Every company needs customers. Our job is to help profitable locally owned businesses take their customer base and transform those people into owners through the power of crowdfunding.
Customers are the engine that creates value to a business. First, they spend money in the business. Obviously step one toward profitability is sales! Second, customers are service and quality (and value) sensitive. These customers help business managers shape their service offering to respond to the market; successful adjustments create more and more customers. Third, customers spread good experiences through word of mouth (and social media), generating additional customers. Of course, a dissatisfied customer can also sound off to the world about a bad experience, costing the business customers in the future with a bad Yelp review or Facebook post.
However, we know three things about owners which make them so much more valuable as customers:
1) They spend more money.
Even if an owner has a very small percentage stake in the business, they feel more comfortable buying just a little bit extra.

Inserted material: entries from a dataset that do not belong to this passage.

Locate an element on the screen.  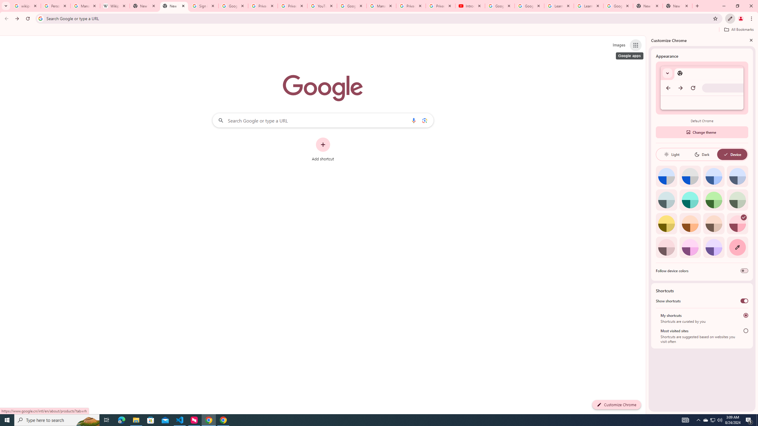
Follow device colors is located at coordinates (745, 271).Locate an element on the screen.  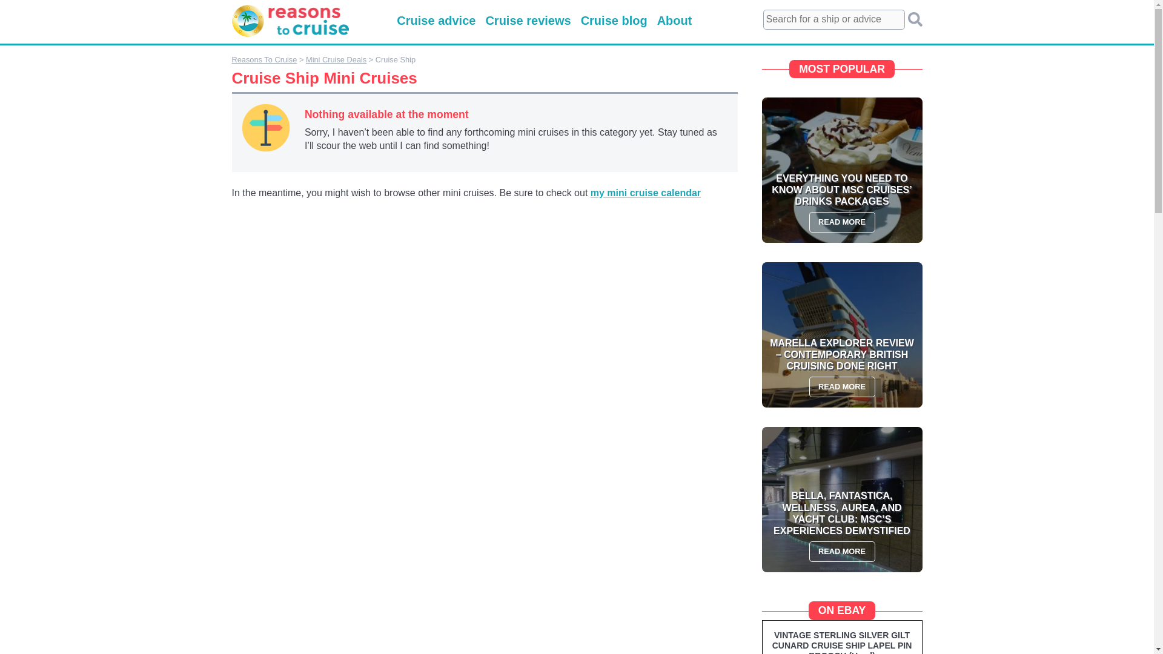
Go to Mini Cruise Deals. is located at coordinates (336, 59).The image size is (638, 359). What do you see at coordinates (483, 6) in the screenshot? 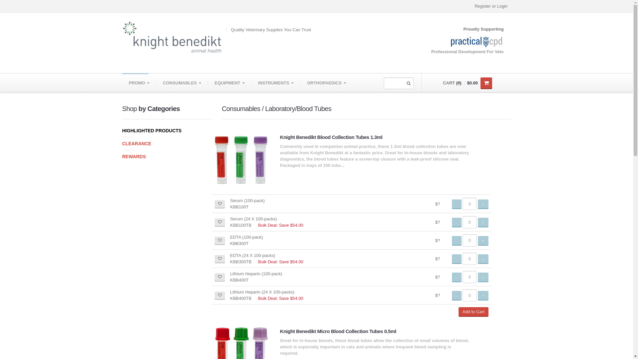
I see `Register` at bounding box center [483, 6].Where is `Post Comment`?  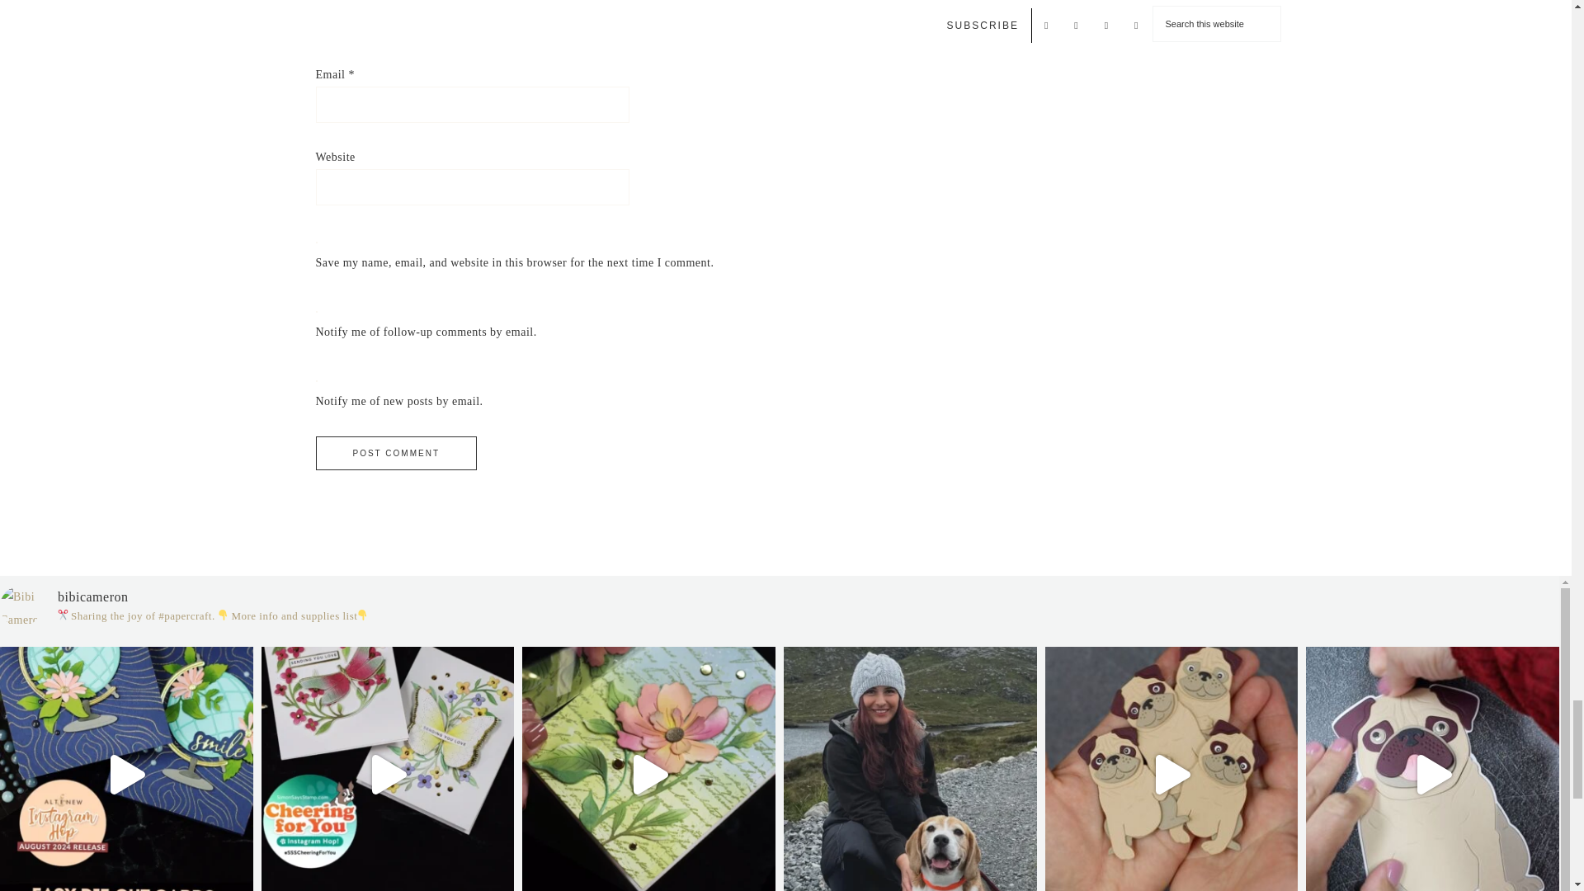 Post Comment is located at coordinates (396, 454).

And all those little bit extras can really add up. Do you want fries with that? Owners do.
2) They visit more frequently.
An owner, when faced with a choice between visiting their own business and a competitor will almost invariably choose their own business even if that means waiting until later to make a purchase. Or they may deal with inconvenience, going out of their way to make a purchase. Increasing the frequency of customer visits is a key component to increased profitability.
3) They become evangelicals for the business.
Instead of passively sharing information about their purchasing habits as part of a conversation with their friends, owners go out of their way to preach about the great products and services provided by their company. Great Yelp reviews and glowing social media posts become commonplace.
But perhaps the most powerful part is that the occasional bad customer experience is much less likely to make it out to the public square. While a customer may want to blast the shortcomings of a failed experience, an owner wants to make sure that management fixes the problem. So while a poor sales clerk may receive extra skills training, that issue won’t make its way onto social media. And while a good review is worthwhile in this social media age, a bad review is like kryptonite. A crowd of owners protects a business when things go wrong.
Crowdfunding is about a lot more than “funding”. It is really about the crowd. And having the crowd own your business is soon going to become the key component to a successful marketing strategy.
Jonathan Frutkin is an attorney at The Frutkin Law Firm, PLC in Phoenix, AZ. He’s written a new book called “Equity Crowdfunding: Transforming Customers into Loyal Owners” which was published in May, 2013.